The Employment Appeal Tribunal has ordered a party to disclose the original version of a report following an internal investigation, where the report had subsequently been amended in accordance with legal advice and the final version disclosed: University of Dundee v Chakraborty [2022] EAT 150.

The Tribunal rejected the submission that a non-privileged document could later acquire privileged status simply because it had become the subject of legal advice and a comparison with the final version would allow the content of the advice to be inferred. The decision shows that there are limits to the well-established principle that a document will be privileged to the extent that it betrays the content or the trend of legal advice.

Although this was a Scottish case, the Tribunal noted that there is no difference between English and Scottish law for these purposes.

Background

The claimant was a post-doctoral research assistant at the defendant university. He raised a grievance under the university's Dignity at Work and Study policy, and the university appointed an independent member of academic staff (Professor Nic Daeid) to investigate the grievance.

The claimant brought employment tribunal proceedings against the university on 21 December 2021. Prof Nic Daeid produced her report on 28 February 2022. Subsequently, the university's external solicitors proposed a number of amendments to the report, and Prof Nic Daeid also made some further amendments of her own. The revised version of the report was sent to the claimant and was included in the joint bundle for the employment tribunal proceedings.

The claimant applied for an order requiring the university to produce the original version of the report. The university resisted the application on grounds of legal advice privilege. It accepted that the original report was not privileged at the time it was prepared, but argued that it became privileged retrospectively because, if it were to be disclosed and compared to the final version, it would be possible to infer what legal advice the solicitors had given in suggesting amendments to the report.

The university sought to rely on Lyell v Kennedy (No. 3) (1884) 27 Ch D 1 which, as analysed in Ventouris v Mountain [1991] 1 WLR 607, established that privilege applies where a selection of documents copied or assembled by a solicitor betrays the trend of the solicitor's advice to the client. The university argued that the same principle applied here because disclosing the original report would tend to betray the trend of the advice the university had received. The university also relied on a line of cases including Edwardian Group Limited v Singh [2017] EWHC 2805 (Ch) (considered here).

The employment judge rejected the claim to privilege. The university appealed.

Decision

The EAT (The Honourable Lord Fairley) dismissed the appeal.

Lord Fairley noted that there is no significant difference between the Scottish and English approach to legal professional privilege, and that the burden of establishing privilege rests upon the party claiming it.

He also noted that legal advice privilege is not confined to the original communications between clients and their lawyers but extends also to other later documents which "evidence" the subject matter of such communications, or which reproduce, summarise or otherwise paraphrase the advice sought or received.

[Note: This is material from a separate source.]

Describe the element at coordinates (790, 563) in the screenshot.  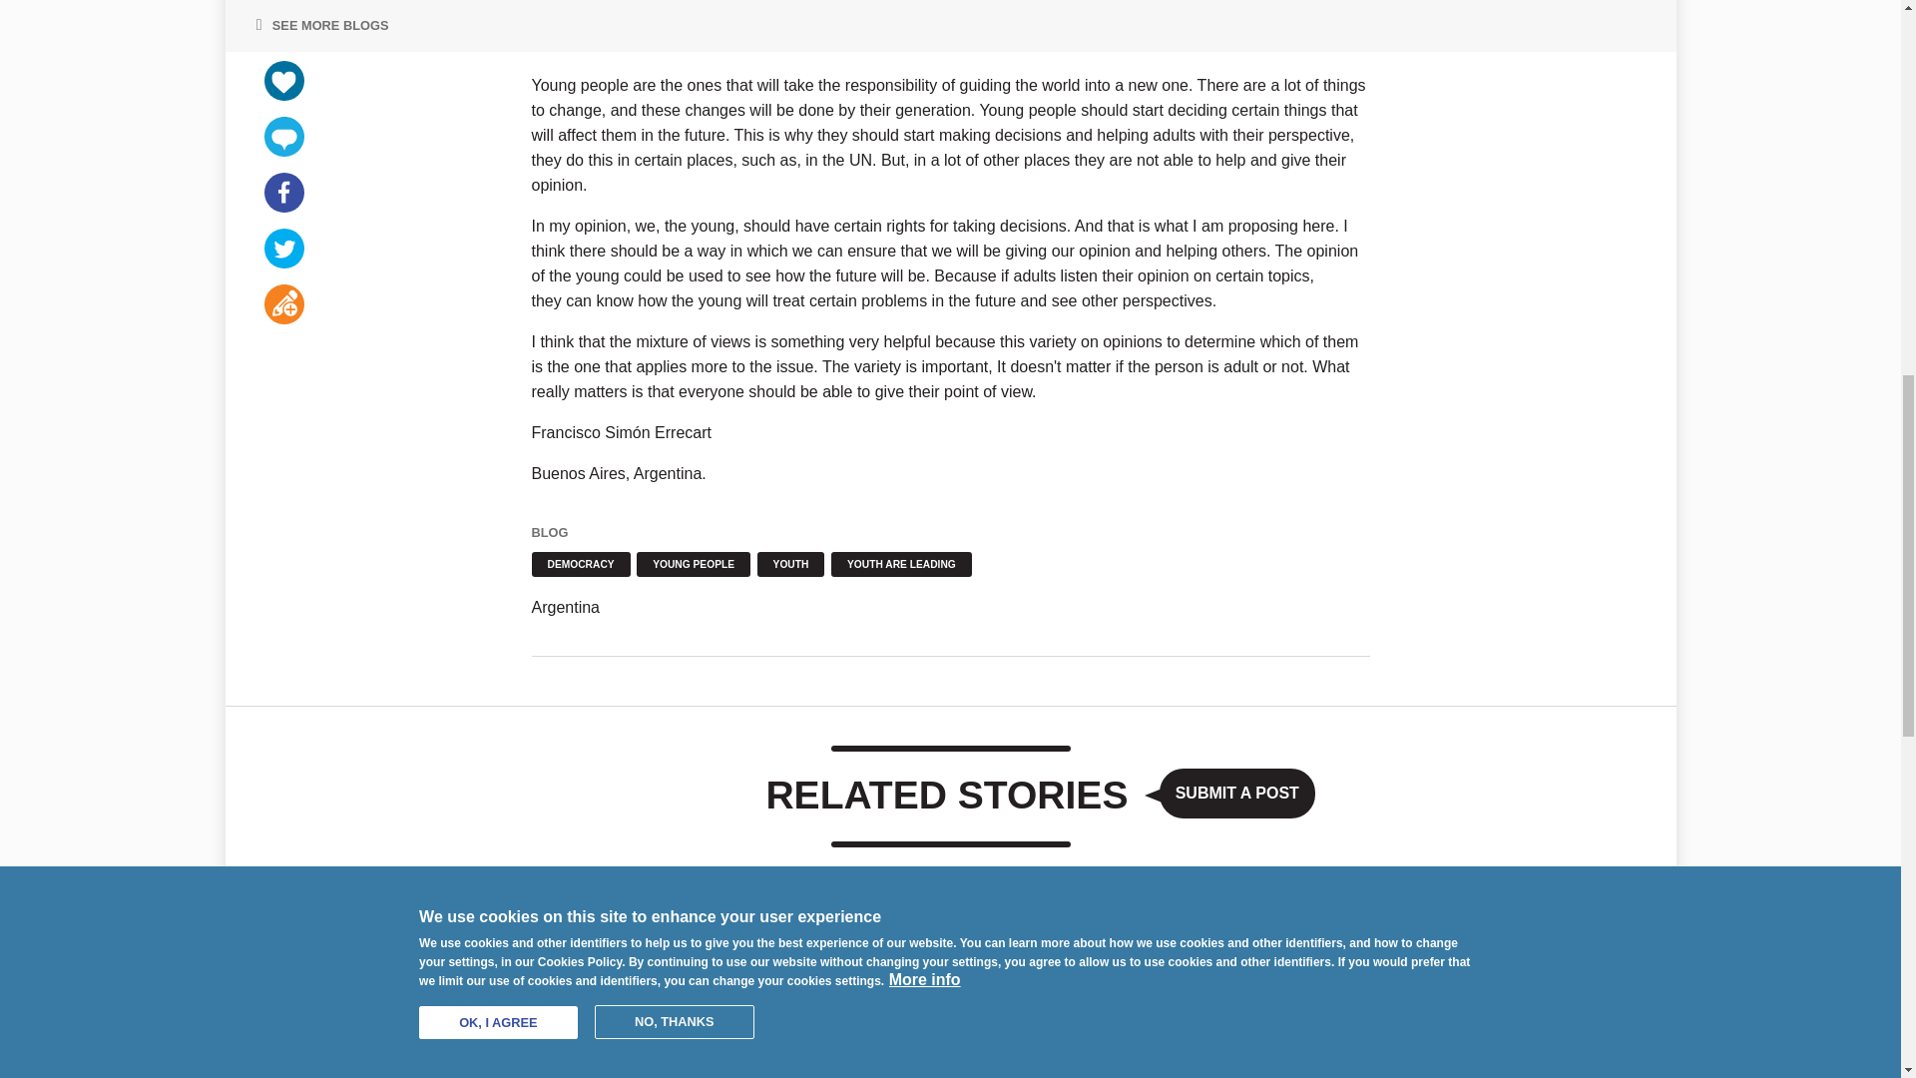
I see `YOUTH` at that location.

As regards Lyell, Lord Fairley pointed out that in that case the documents in question (extracts from a public record and photographs taken by the solicitor) had been gathered by the solicitor on behalf of his client specifically for the purposes of defending litigation. The documents were created with the dominant purpose of being used in anticipated litigation, and were privileged at the point of creation. Lyell did not establish that privilege attached to, for example, the other documents contained within the public record which the solicitor chose not to extract.

Nor was Lyell authority for the proposition that an original document, which was not privileged at the time of creation, could retrospectively become privileged by virtue of an amended version of it being created and disclosed.

Re Edwardian, and the cases referred to in that decision, all related to situations where legal advice had been given and another document was then created from which the tenor of that prior advice could be inferred. The issue in those cases was whether privilege attached to the later document. There was nothing in any of the cases to support the proposition that a non-privileged original version of a document could acquire privileged status retrospectively, as the university argued in this case.

That was sufficient to dispose of the appeal, but Lord Fairley also noted that, on the facts, it was not easy to see how the content of legal advice could be inferred from a comparison of the original report with the final version, since it was accepted that Prof Nic Daeid had also made her own amendments to the report before finalising it.